AVAILABLE RECORDS.
+-------+
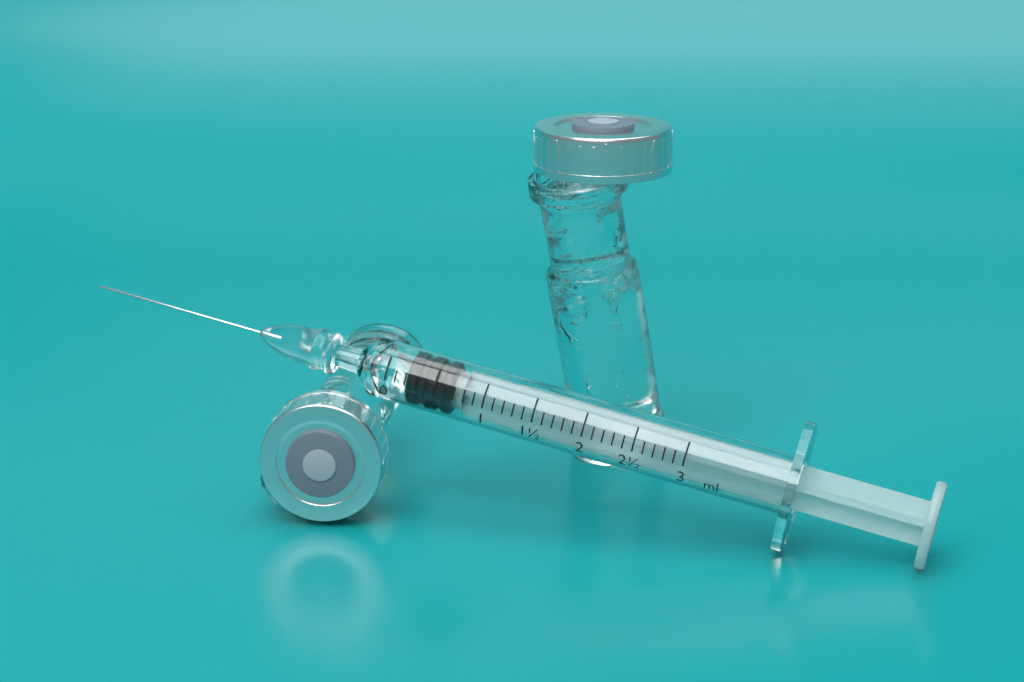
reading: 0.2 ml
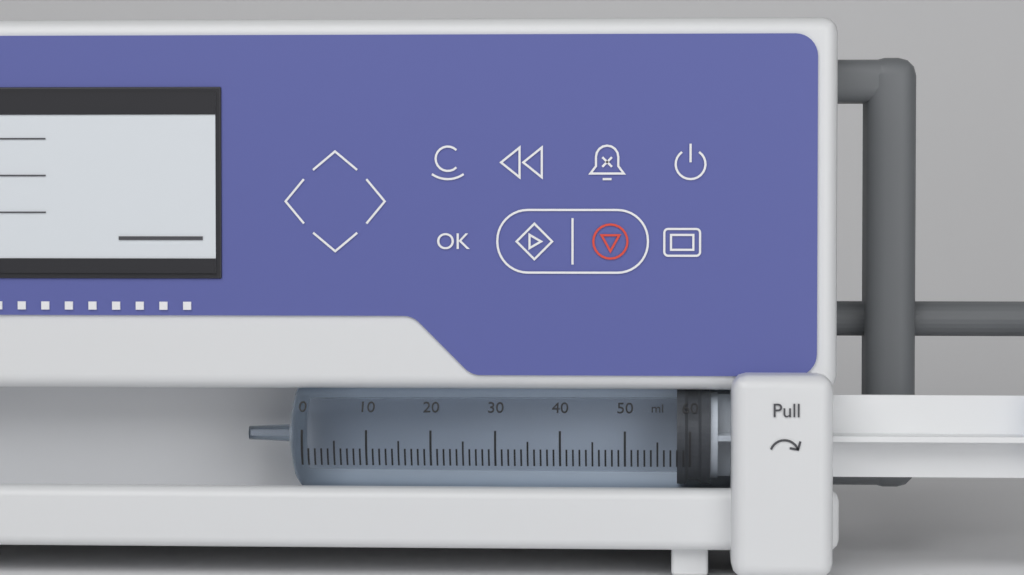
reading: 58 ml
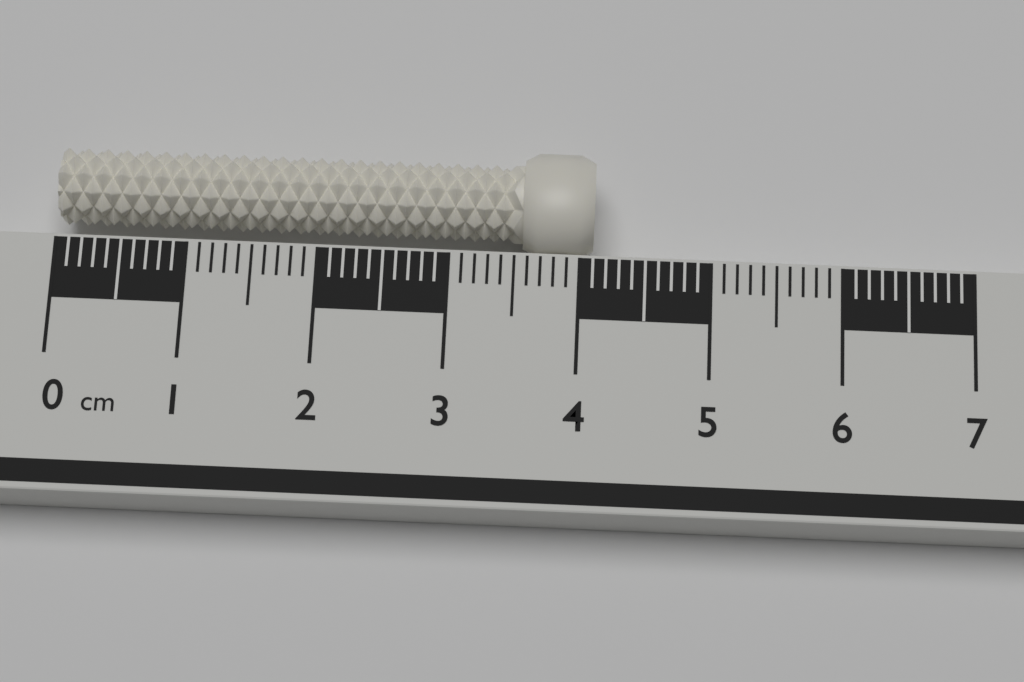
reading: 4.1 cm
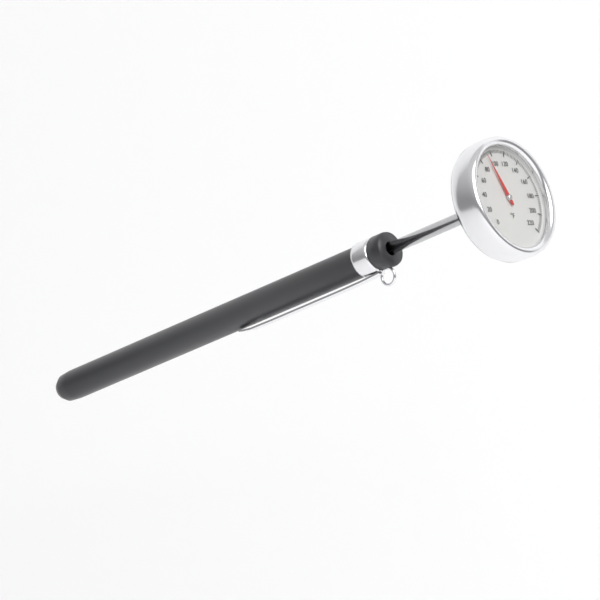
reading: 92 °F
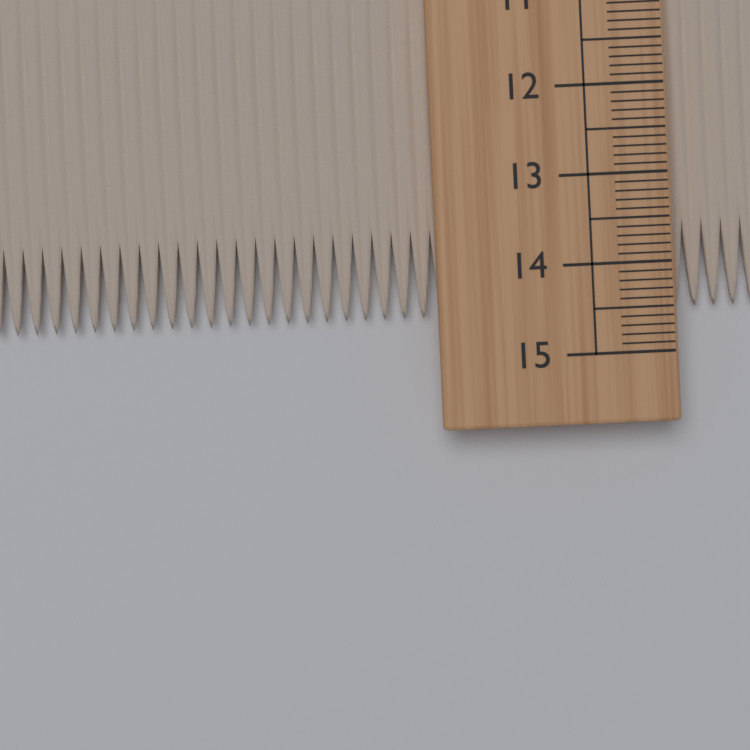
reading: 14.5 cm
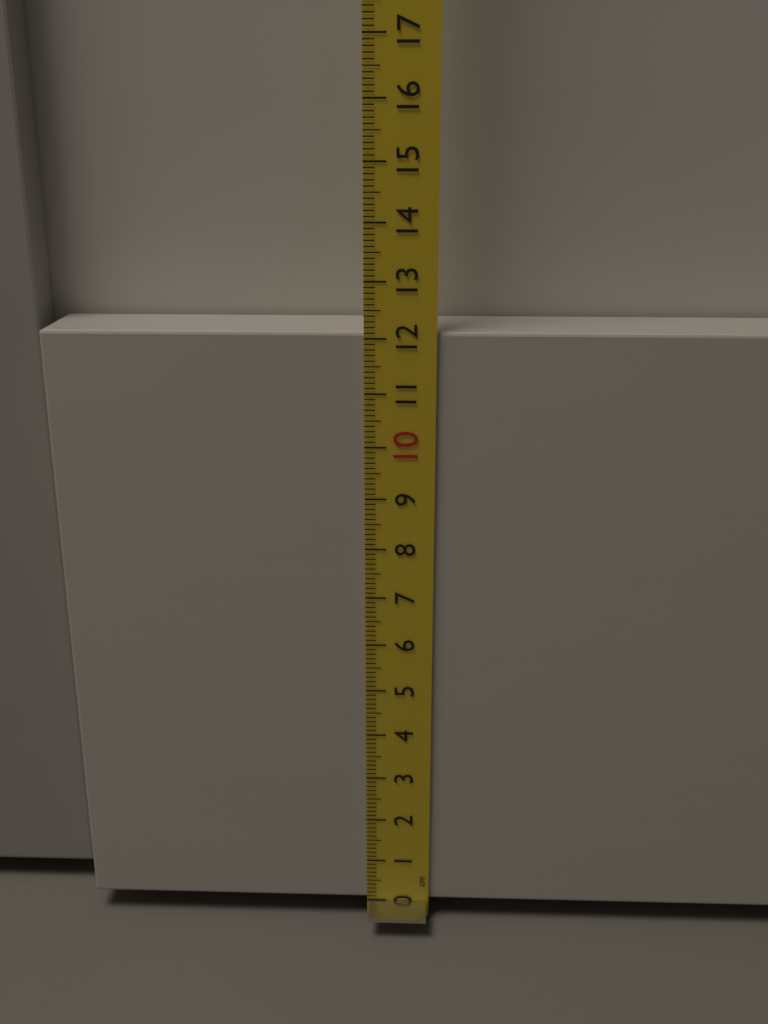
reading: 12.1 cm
+-------+
TASK ITEM.
Retype the material above exactly, images excluded.

EXPECTED ANSWER.
reading: 0.2 ml
reading: 58 ml
reading: 4.1 cm
reading: 92 °F
reading: 14.5 cm
reading: 12.1 cm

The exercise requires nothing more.